Rob Wood (Chief UK Economist)UK
- UK economic uncertainty has decoupled from soaring worries in the US.
- Consumer spending in the UK can recover, with uncertainty only modestly elevated.
- The PMI exaggerates weakness; the DMP shows jobs stalling rather than falling, and inflation rising.
Rob Wood (Chief UK Economist)UK
- In one line: Widespread uncertainty and weak demand pummel the PMI, but it should recover gradually.
Rob Wood (Chief UK Economist)UK
- In one line: Job growth holds up and disinflation is over.
Rob Wood (Chief UK Economist)UK
- In one line: Catastrophic jobs balance exaggerates economic weakness, but risks to our growth forecast are firmly down.
Rob Wood (Chief UK Economist)UK
- In one line: Easing borrowing costs drive car registrations higher in February.
Rob Wood (Chief UK Economist)UK
- In one line: Consumers are spending again but uncertainty hits investment.
Rob Wood (Chief UK Economist)UK
- In one line: Surging global uncertainty hammers manufacturing output, but watch rising price pressures.
Rob Wood (Chief UK Economist)UK
- In one line: House prices rise again in February, but watch for a slowdown after April.
Rob Wood (Chief UK Economist)UK
- High and rising global economic policy uncertainty has hit business investment hard.

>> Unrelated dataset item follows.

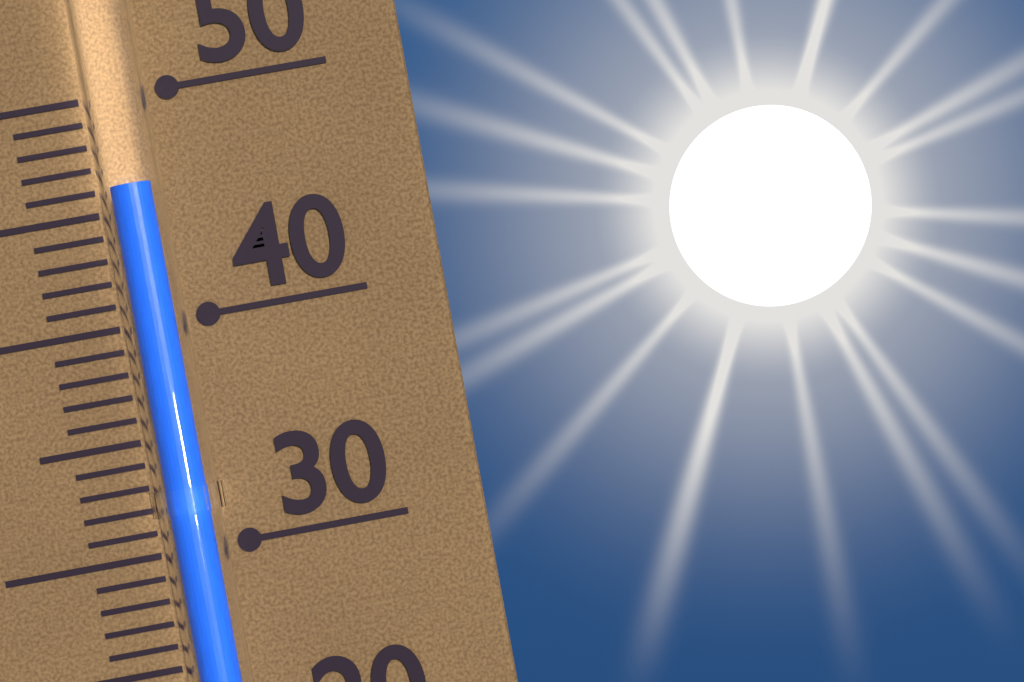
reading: 46 (no unit)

- But consumer spending is recovering from an autumn wobble, so GDP growth can improve in 2025.
- Inflation will peak at 3.7% in September, allowing the MPC to cut only twice more this year.
Rob Wood (Chief UK Economist)UK
- In one line:Retail sales recover from pre-Budget worries, more gains lie ahead as wages rise solidly.
Rob Wood (Chief UK Economist)UK
- In one line:Fiscal pressures pile on the Chancellor as revenues undershoot in January; it will only get worse from here.
Rob Wood (Chief UK Economist)UK
- In one line: Growth is weak but has bottomed while price pressures remain stubborn.
Rob Wood (Chief UK Economist)UK
- In one line: Strong wage growth and falling interest rates will keep supporting consumers’ confidence.
Rob Wood (Chief UK Economist)UK
- In one line: Manufacturing orders tick up and price pressures fall in February, but the sector remains weak.